From: “Dale M.” [email protected]
Does anyone know of a Telnet Server written purely in Ruby? It doesn’t
have to be fully featured. I just need a remote shell for control of an
application that I am working on. Telnet is the preferred method since
the users of the system are used to using Telnet for network application
control and allows simple scripting via a socket.
I thought about writing my own using GServer and IO.popen, but before
embark on that I wanted to avoid re-inventing the wheel.
Hi,
For what it’s worth… I have some ANSI/VT100 telnet libraries that
support
partitioning the display into horizontal scrolling regions, and some
reasonably
full featured line-editing handling insert, delete, scrolling long
lines, command
history, scrollback buffers with PgUp/PgDn, etc…
Part of this project:
http://rubyforge.org/cgi-bin/viewvc.cgi/dorkbuster/dbcore/?root=dorkbuster
The relevant files would be:
ansi.rb
ansi-term.rb
term-keys.rb
windowed-term.rb
line-edit.rb
On the plus side, they have unit tests. And on the plus side, each
module
is relatively loosely coupled… On the downside, the lowest level
module,
buffered-io.rb, uses kind of a weird approach I developed back under
ruby 1.6.8 when nonblocking I/O wasn’t well-supported on win32 ruby,
and so buffered-io was an experiment that technically works (it runs
over
thirty servers now, for years with no problems); but it’s more
complicated than it needs to be.
These days, instead of buffered-io, I’d have likely started with
something
something like the EventMachine library JEGII mentioned in his reply
on this thread.
But anyway, that said, ansi-term only relies on a few methods of
the buffered-io object passed into it, mainly #send_nonblock,
#recv_nonblock, and #recv_ready? … hmm, also #eof, #peeraddr,
#wait_recv_ready, #flush … It might not be too hard to adapt.
Well … anyway, maybe the code might be of some use, even if
it could take some massaging to fit into a different I/O model.
The license for the source files mentioned here is LGPL preferably,
or Ruby’s license if LGPL won’t work for you.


REQUIRED ACTION: The entries below are to be returned as written, with all pictures dropped.

= = = = =

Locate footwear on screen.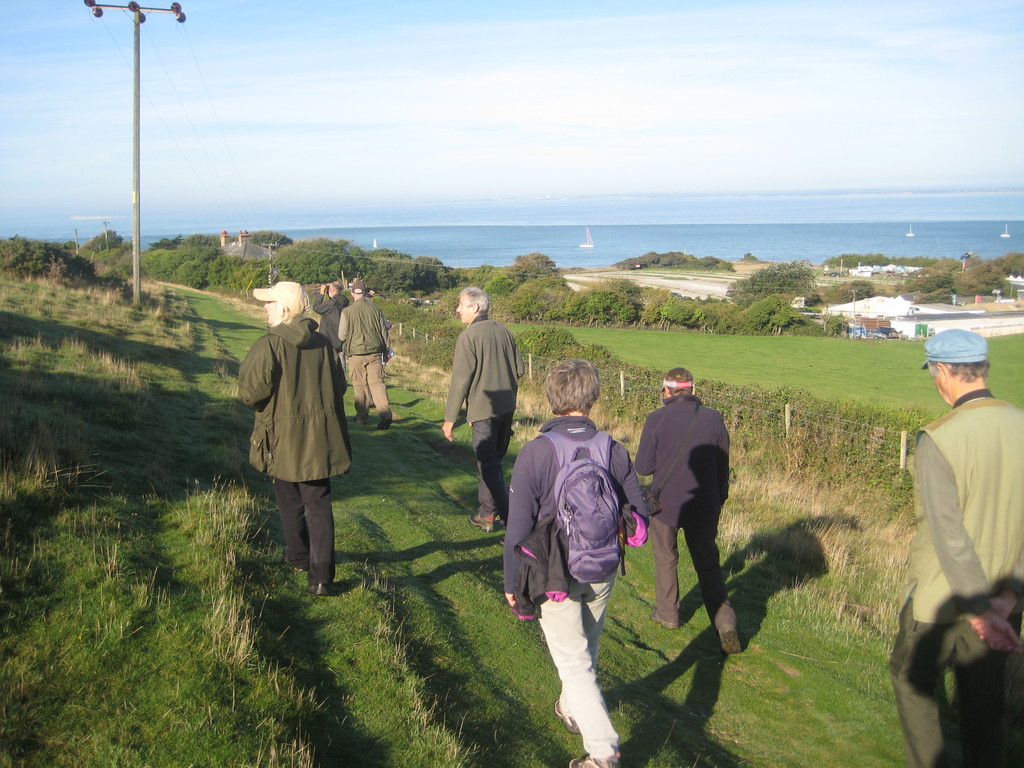
On screen at region(551, 701, 583, 738).
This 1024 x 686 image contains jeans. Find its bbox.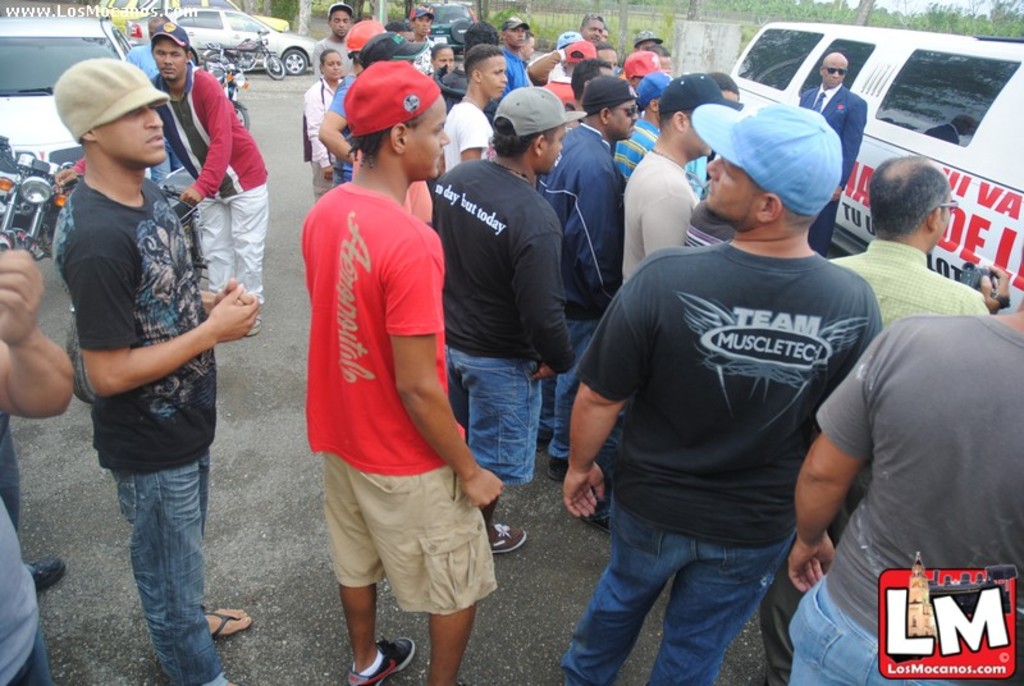
select_region(312, 454, 492, 608).
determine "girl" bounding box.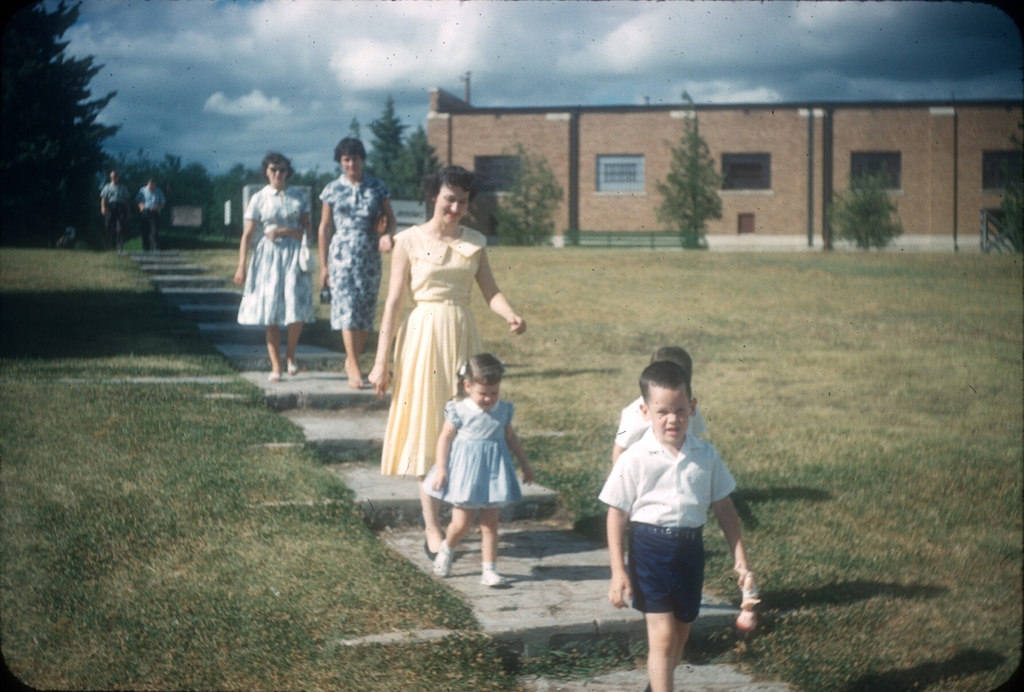
Determined: BBox(422, 350, 532, 586).
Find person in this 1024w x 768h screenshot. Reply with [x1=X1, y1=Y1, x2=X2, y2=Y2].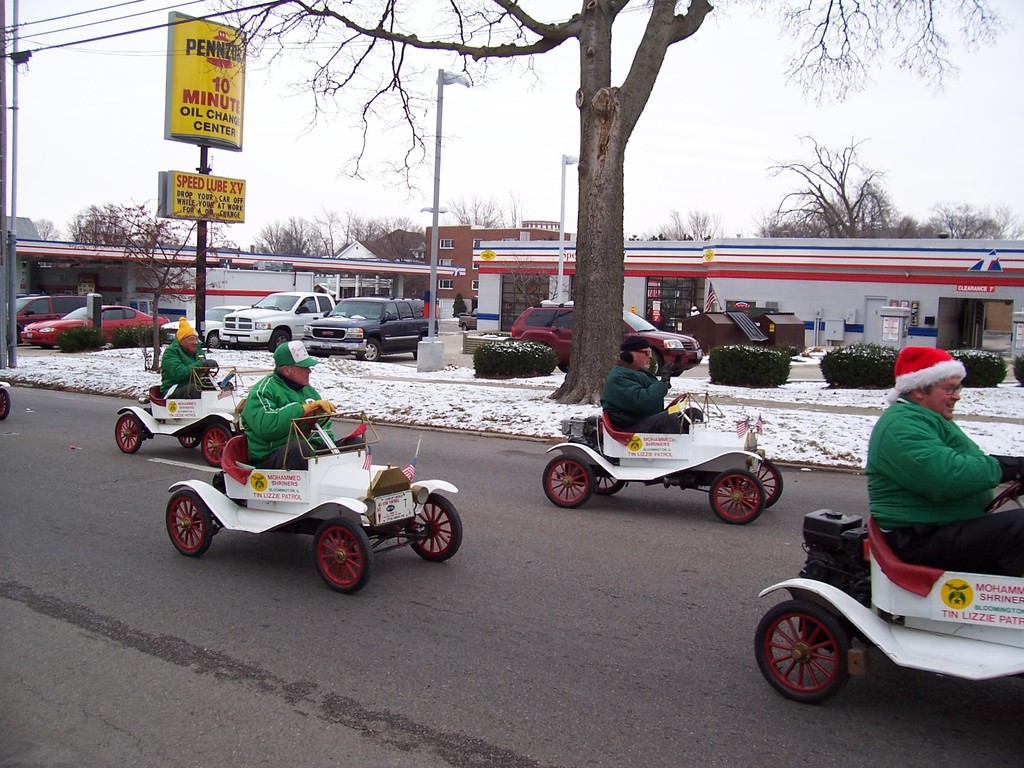
[x1=241, y1=338, x2=367, y2=467].
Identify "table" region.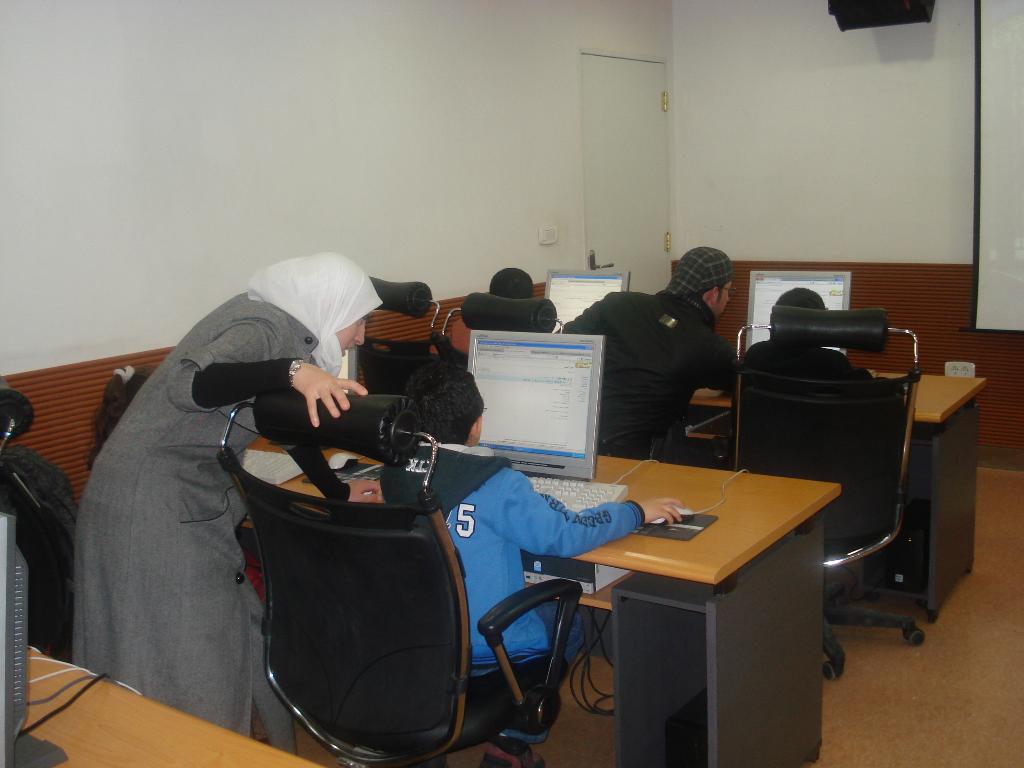
Region: [x1=24, y1=643, x2=324, y2=767].
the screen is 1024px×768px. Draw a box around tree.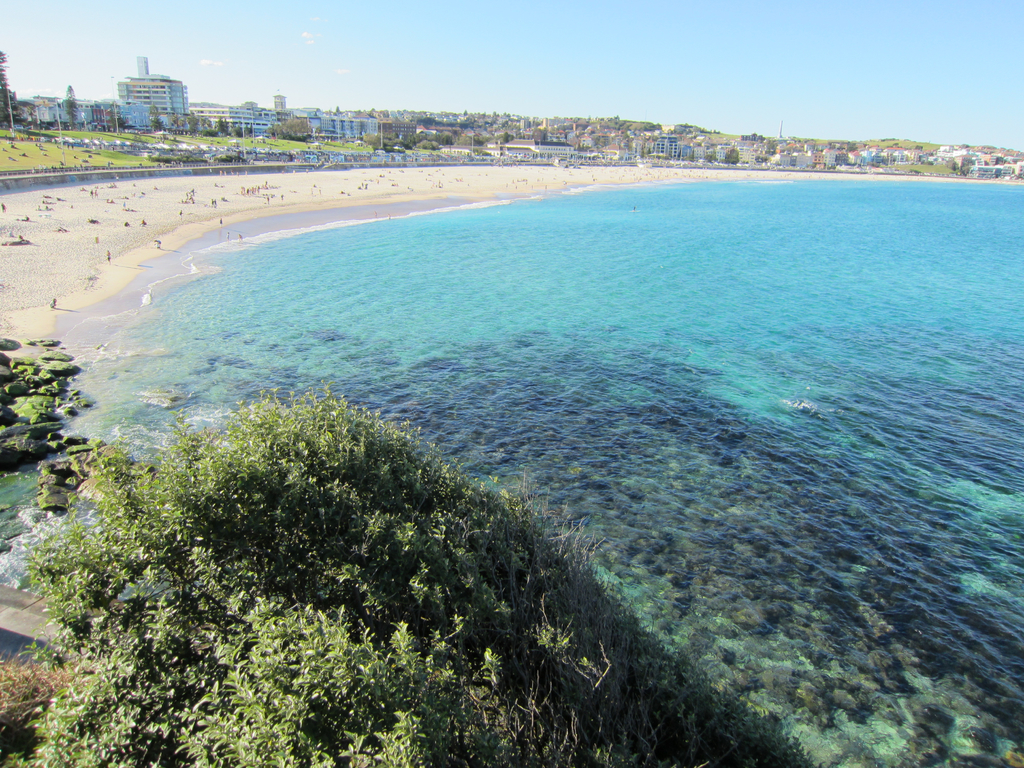
rect(201, 114, 217, 135).
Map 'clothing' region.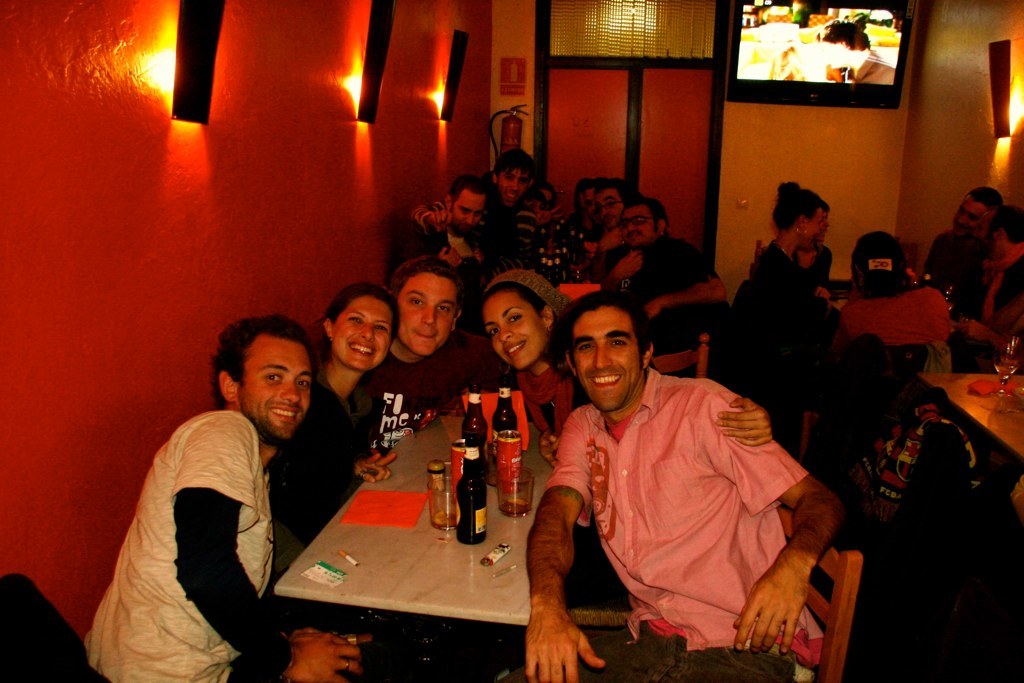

= = = = =

SOLUTION FOR THIS EXERCISE:
Locate footwear on screen.
On screen at region(551, 701, 583, 738).
This 1024 x 686 image contains jeans. Find its bbox.
select_region(312, 454, 492, 608).
determine "girl" bounding box.
Determined: BBox(422, 350, 532, 586).
Find person in this 1024w x 768h screenshot. Reply with [x1=X1, y1=Y1, x2=X2, y2=Y2].
[x1=241, y1=338, x2=367, y2=467].
Identify "table" region.
Region: [x1=24, y1=643, x2=324, y2=767].
the screen is 1024px×768px. Draw a box around tree.
rect(201, 114, 217, 135).
Map 'clothing' region.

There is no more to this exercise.